SFT DecisionPrinciple Confirmed
4A_150/2012Cost penalties ≠ punishment
4A_360/2011Tribunal autonomy in case management
4A_46/2011No due-process breach
4A_488/2011Proportionality of cost sanctions
4A_232/2015Disproportionate costs for obstruction
4A_70/2016Protection of bona fide defences
4A_312/2017Institutional rules and efficiency
4A_558/2011No public policy violation

XII. Practical Implications for Parties

Delay has financial consequences in Swiss arbitration.

Procedural strategy must consider cost exposure, not only merits.

Tribunals are empowered to discipline inefficiency through costs.

Courts will not rescue parties from self-inflicted procedural harm.

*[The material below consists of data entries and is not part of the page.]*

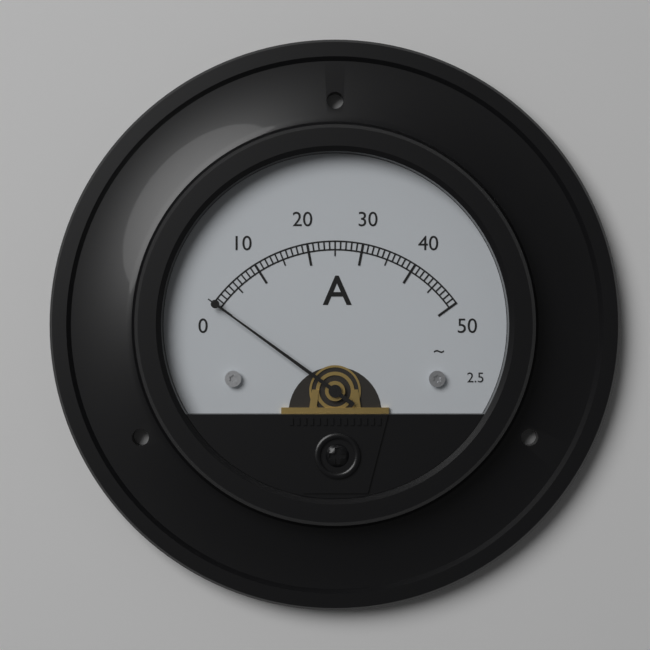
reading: 0 A
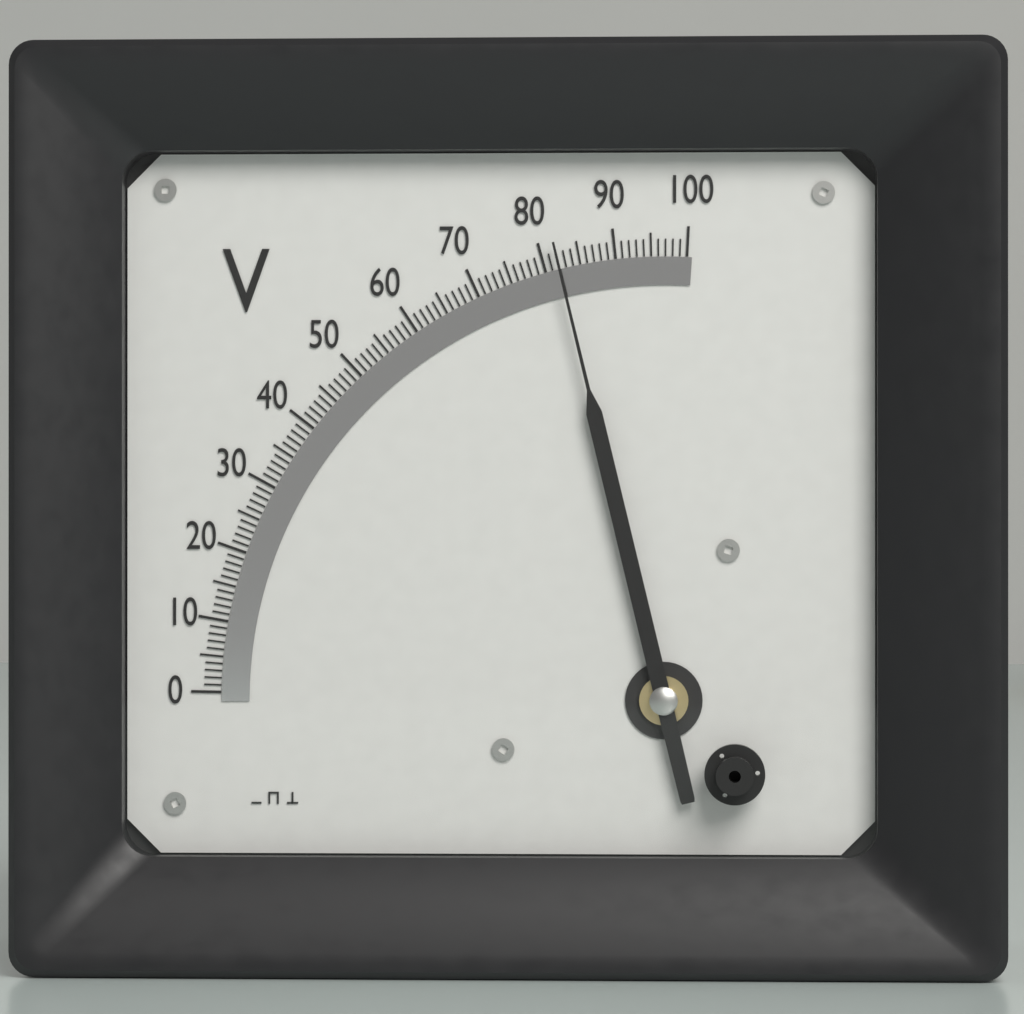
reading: 82 V
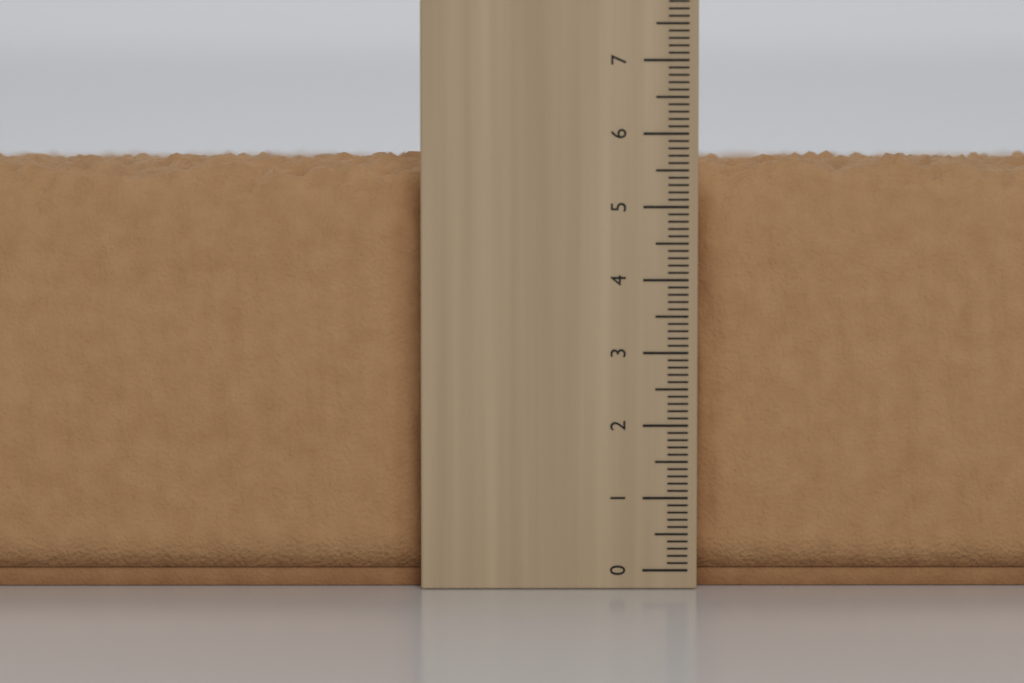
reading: 5.8 cm
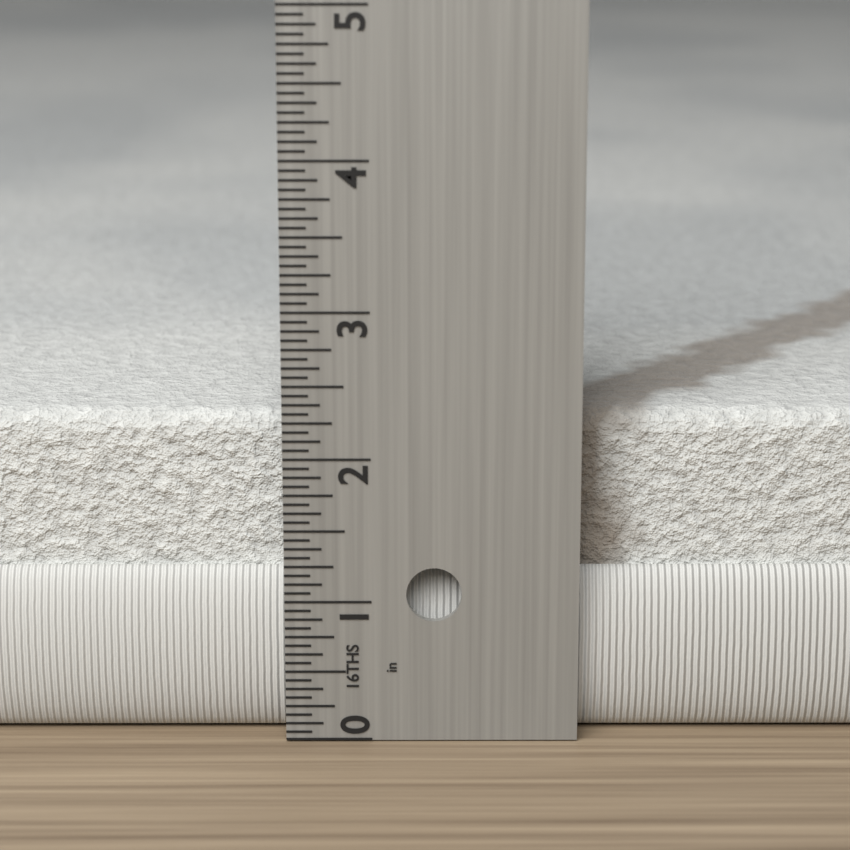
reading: 2.2500 in
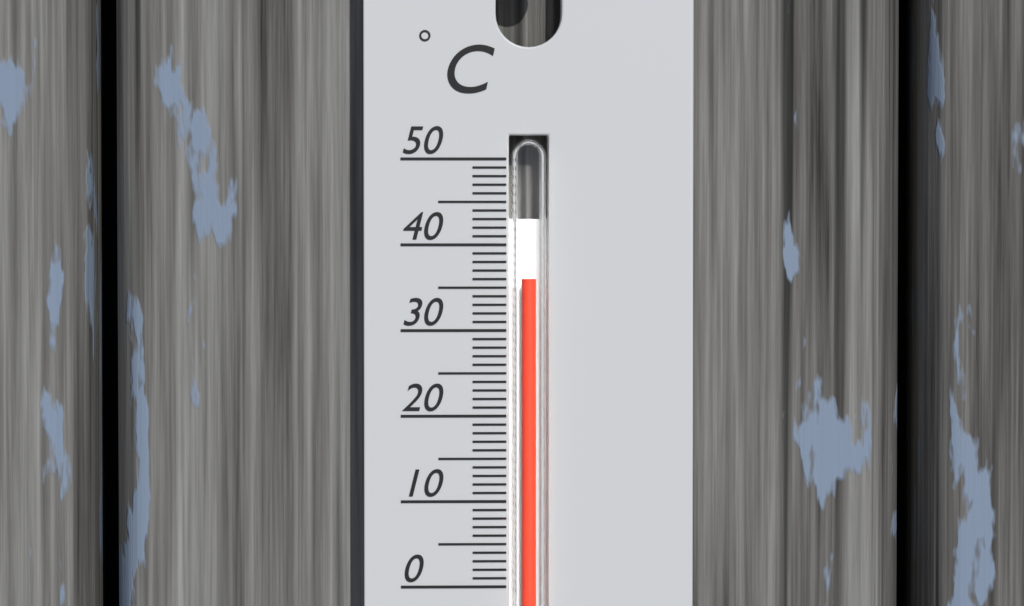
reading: 36 °C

Transparency and cooperation are economically incentivised.

XIII. Conclusion

Swiss arbitration law provides arbitral tribunals with robust yet measured authority to impose cost penalties for procedural delay. This authority is grounded in:

procedural autonomy,

good faith,

efficiency,

and fairness.

The Swiss Federal Tribunal’s jurisprudence consistently confirms that cost allocation is the primary and legitimate tool for discouraging dilatory conduct—without undermining due process or party autonomy.

This framework reinforces Switzerland’s reputation as a disciplined, efficient, and arbitration-friendly seat, particularly suited for complex, high-value international disputes.